I've got a decent amount of the IR film on the inside and while it has helped a bit with the temps, there is still too much uncovered. I was somewhat concerned with the light transmission, even though it is suppose to allow somewhere around 92 percent.
There is still a lot of fall and winter to go, but I'm somewhat encouraged. My research about GH tomatoes turned up that I need at least 20 moles/day for acceptable production, 22 moles/day for good.
I'm encouraged - today was a partly sunny day and the light measurement was 37,000 lux at the plant canopy in the back (where the light is the weakest). Translated into moles/day, based on 10 hours of sunlight, I would get a little over 24 moles/day.
It's a neat formula - Lux divided by 10.76 (or skip the division if your meter measures foot candles) times .00071 for sunlight (.00051 for MH, .00047 for HPS) times the number of hours of light per day.
Mike
There is still a lot of fall and winter to go, but I'm somewhat encouraged. My research about GH tomatoes turned up that I need at least 20 moles/day for acceptable production, 22 moles/day for good.

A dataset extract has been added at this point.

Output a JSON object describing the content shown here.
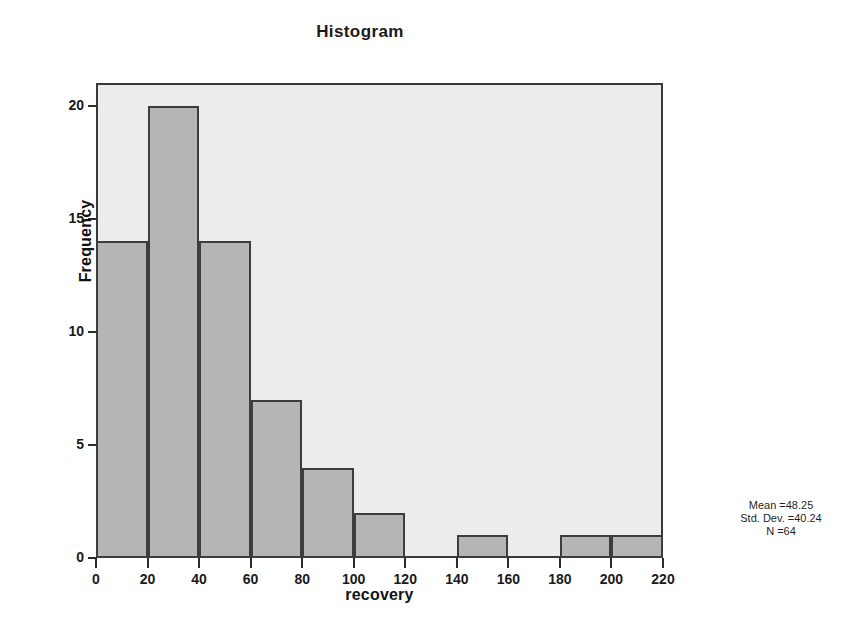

I'm encouraged - today was a partly sunny day and the light measurement was 37,000 lux at the plant canopy in the back (where the light is the weakest). Translated into moles/day, based on 10 hours of sunlight, I would get a little over 24 moles/day.
It's a neat formula - Lux divided by 10.76 (or skip the division if your meter measures foot candles) times .00071 for sunlight (.00051 for MH, .00047 for HPS) times the number of hours of light per day.